The public option was stripped from the bill for mundane reasons — it didn’t have enough support to get through the Senate. But that didn’t fit the FDL narrative, which is why they chose to believe and amplify information that came from dubious sources, because that information fit their narrative.I don't know what this "FDL narrative" Fecke is talking about or these "dubious sources" -- the sourcing above is all excellent. But the facts are that the public option was negotiated away pretty early on by Obama and the White House, and he never publicly fought for it. He campaigned on it, but he didn't insist that it be in the final bill, probably because he didn't think it was that important, and he thought getting something, anything passed -- was the goal.
Obama was happy to put the screws to someone like Dennis Kucinich in crunch time, but did he visit Blanche Lincoln's and Evan Bayh's districts, telling them to get behind the public option?

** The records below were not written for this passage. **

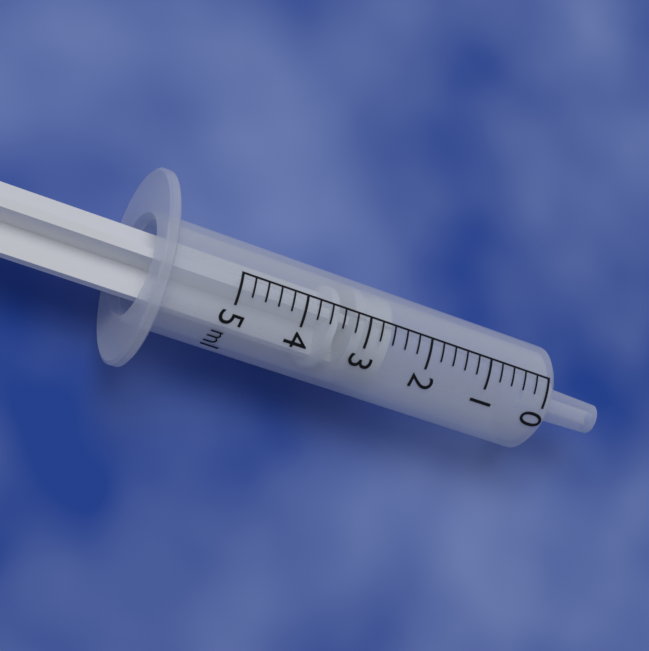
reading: 2.6 ml
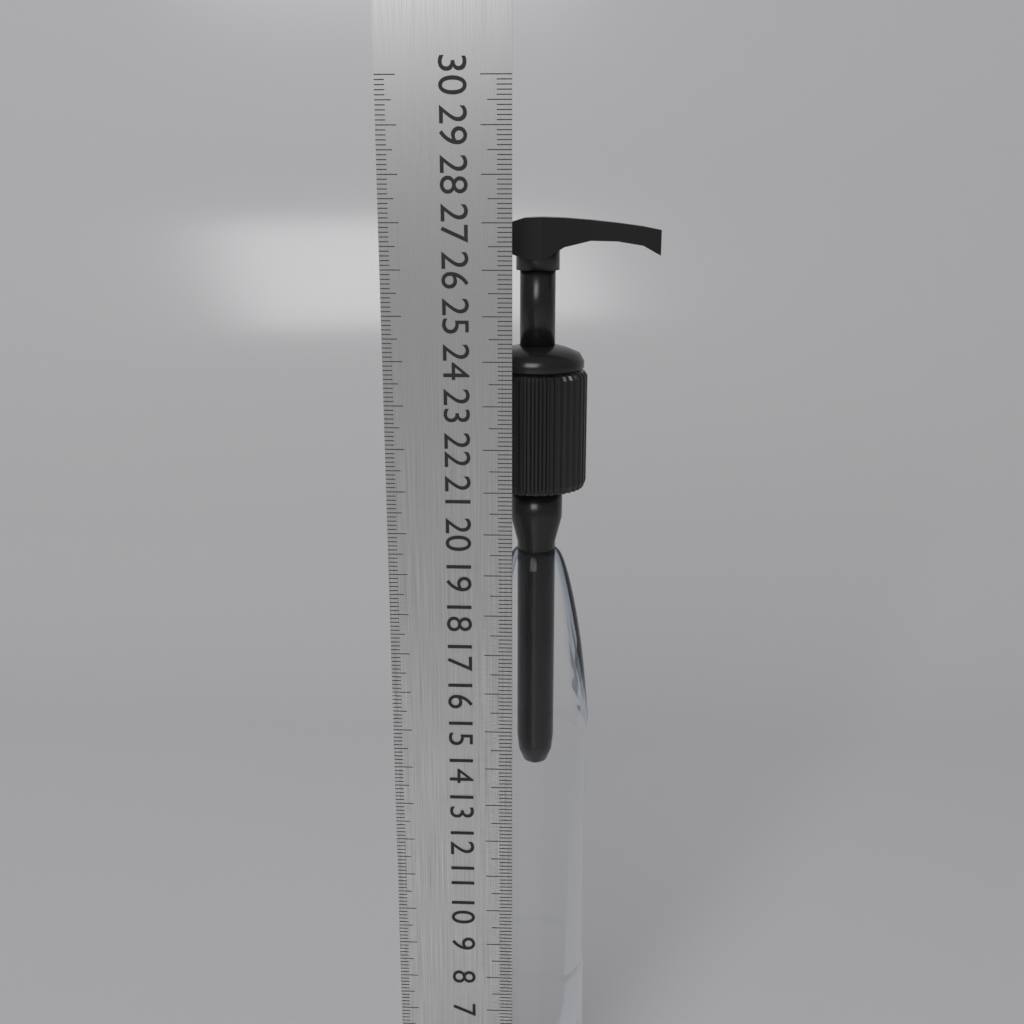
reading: 27.1 cm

No, he didn't.
What's more, the final health care bill passed via reconciliation in the Senate, and there certainly were 51 votes for it in the end. But Obama did not insist that it be put back in (again, probably because he made the calculation that a health care bill without a public option is still better than no health care bill).
But here's where it gets dicey: Obama later weirdly denied that he even campaigned on the public option, which wasn't true -- an odd fact Fecke conveniently doesn't mention. Why? Because he wants to absolve Obama of any duplicity here and blame everything on liberals.
The liberal complaints about Obama and the public option are easy enough to understand. It was clearly sacrificed to get industry insiders and corporatist Democrats and Republicans on board -- despite the fact that polling showed it was overwhelmingly supported by the public. But in the end, the White House made a political calculation that passing something was better than passing nothing -- and they appear to have been wrong. This is probably because people hate their insurance companies and they think they're paying too much every year in health care bills -- and there's nothing in the bill they see that will provide them a way to lower their costs any time soon. A public option would've given people a chance to opt-out of the noxious cartel that currently controls the health care industry.
Fecke also doesn't acknowledge that the public option was already a compromise position for liberals, who agreed to abandon single payer in favor of Obama's version of RomneyCare. And as much as liberals have expressed frustration with Obama, Obama and the White House haven't exactly endeared themselves to the base with their endless, pointless hippie punching.
To assert, as Fecke has, that all liberal complaints about Obama are based on lies and delusions and completely illegitimate, I think, simply isn't fair.